We read with interest the paper by BERGAUER et al. [1] on innate immune responses to viral infection in paediatric asthma. The paper confirms previous reports on impaired interferon responses in stable asthma [2-4], but describes a hyperactive interferon production during asthma exacerbations associated with rhinovirus infection. The authors conclude that, despite impaired immune condition at stable state, the ability to upregulate type I interferons during the acute phase is preserved in asthmatic children. However, what is lacking from this study is the information on interferon production during acute rhinovirus infection in an age-matched group of non-asthmatics. Thus, how can it be conclusively excluded that the production of interferon is impaired during the rhinovirus-induced acute phase of asthma in the absence of such a comparative control group? A study which examined nasal washes of children during acute episodes of wheezing or rhinitis, reported lower levels of IFN-λ in children with wheezing than in those with acute rhinitis, even if the differences were not statistically significant [5]. The fact that asthmatic patients, once infected, have more severe manifestations of the infectious diseases [6] could possibly suggest an impaired response also in the acute phase, but conclusive data are lacking.
We analysed the influence of rhinovirus (RV) in nasopharyngeal fluid (NPF) on type I and III interferon (IFN) responses (e.g. IFN-α and IFN -: λ) and their signal transduction, at baseline and during disease exacerbation, in cohorts of pre-school children with and without asthma.At the time of recruitment into the Europe-wide study PreDicta, and during symptoms, NPF was collected and the local RV colonisation was analysed. Peripheral blood mononuclear cells (PBMCs) were challenged in vitro with RV or not. RNA was analysed by quantitative real-time PCR and gene arrays. Serum was analysed with ELISA for IFNs and C-reactive protein.We found that PBMCs from asthmatic children infected in vitro with the RV1b serotype upregulated MYD88, IRF1, STAT1 and STAT2 mRNA, whereas MYD88, IRF1, STAT1 and IRF9 were predominantly induced in control children. Moreover, during symptomatic visits because of disease exacerbation associated with RV detection in NPF, IFN-α production was found increased, while IFN-λ secretion was already induced by RV in asthmatic children at baseline.During asthma exacerbations associated with RV, asthmatic children can induce IFN-α secretion, indicating a hyperactive immune response to repeated respiratory virus infection.
We agree about the importance of rhinovirus-C in asthma pathogenesis. In fact, rhinovirus genotyping is currently underway and the results of all Predicta cohorts will be published in a separate manuscript. Moreover, we agree with C. Scagnolari and co-workers that IFN-λ and IFN-λR distribution in the airways are relevant to asthma, so they require separate study. Moreover, beside epithelial cells, we have recently reported that IFN-λR is also expressed in pulmonary CD11c+ dendritic cells [1]. In our original manuscript we analysed IFN-λ in the serum of preschool children with and without asthma considering the presence of respiratory viruses in their airways [2], and detected higher levels of IFN-λ in serum in association with rhinovirus in the airways. This indicates the importance of evaluating systemic IFN-λ, especially during exacerbation of the disease, without diminishing its relevance in the airways. In conclusion, we thank C. Scagnolari and co-workers for their analysis of our work and we absolutely agree that the complex puzzle of childhood asthma regarding rhinovirus and type I and III interferons is still far from being completed and thus needs further investigations.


DIRECTIONS - Each line of the data below holding the word "JSON" must be copied.
#### DATA TO PROCESS
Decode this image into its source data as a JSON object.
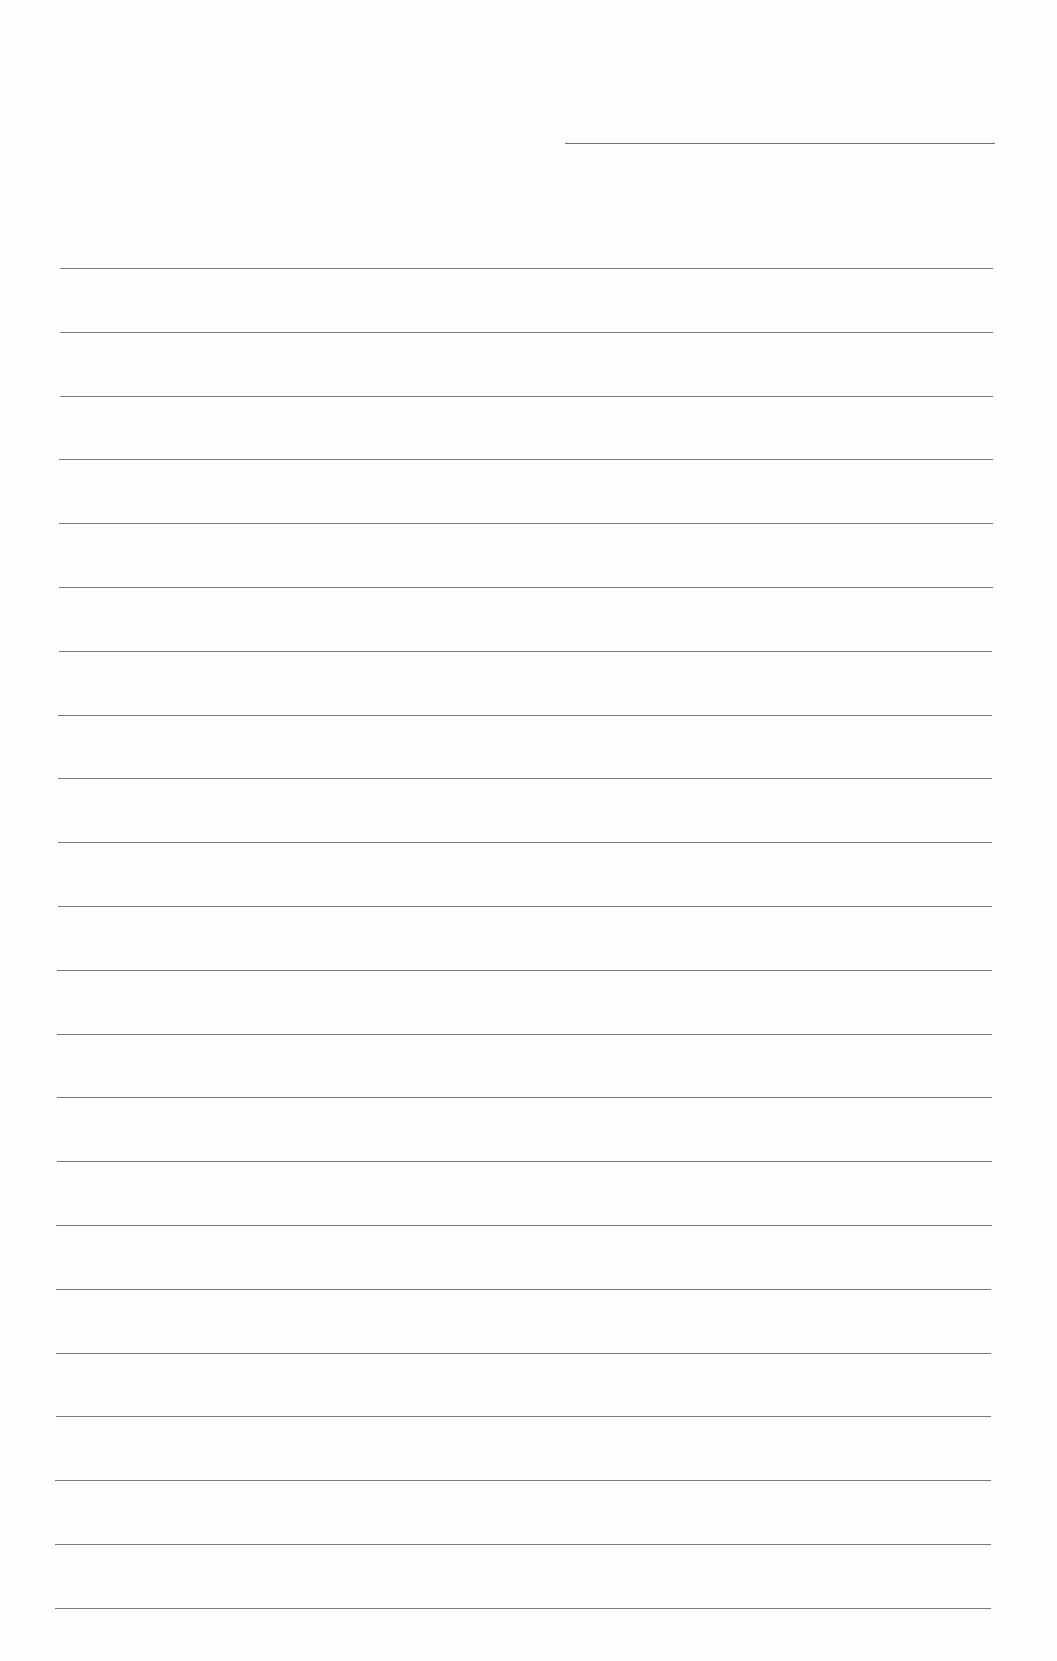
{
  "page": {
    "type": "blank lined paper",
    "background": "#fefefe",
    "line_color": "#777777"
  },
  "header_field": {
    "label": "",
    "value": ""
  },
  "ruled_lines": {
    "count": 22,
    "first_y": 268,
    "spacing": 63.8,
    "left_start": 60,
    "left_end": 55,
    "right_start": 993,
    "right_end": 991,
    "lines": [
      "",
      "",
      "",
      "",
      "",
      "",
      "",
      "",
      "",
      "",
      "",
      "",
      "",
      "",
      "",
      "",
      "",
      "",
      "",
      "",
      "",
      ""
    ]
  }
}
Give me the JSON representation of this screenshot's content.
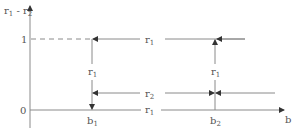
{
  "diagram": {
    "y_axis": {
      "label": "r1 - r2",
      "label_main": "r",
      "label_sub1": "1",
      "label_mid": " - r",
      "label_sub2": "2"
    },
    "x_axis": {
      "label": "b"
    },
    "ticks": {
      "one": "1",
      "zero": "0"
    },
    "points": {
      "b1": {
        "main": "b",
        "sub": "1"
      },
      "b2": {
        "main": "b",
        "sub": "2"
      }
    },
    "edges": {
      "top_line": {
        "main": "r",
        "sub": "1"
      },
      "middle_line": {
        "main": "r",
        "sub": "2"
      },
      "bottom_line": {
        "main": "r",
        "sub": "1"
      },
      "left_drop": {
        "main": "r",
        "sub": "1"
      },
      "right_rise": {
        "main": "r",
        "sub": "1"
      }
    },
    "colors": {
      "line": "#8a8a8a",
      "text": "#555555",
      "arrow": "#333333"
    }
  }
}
########
EXERCISE RESPONSE -
Decode this image into its source data as a JSON object.
Give me the JSON representation of this screenshot's content.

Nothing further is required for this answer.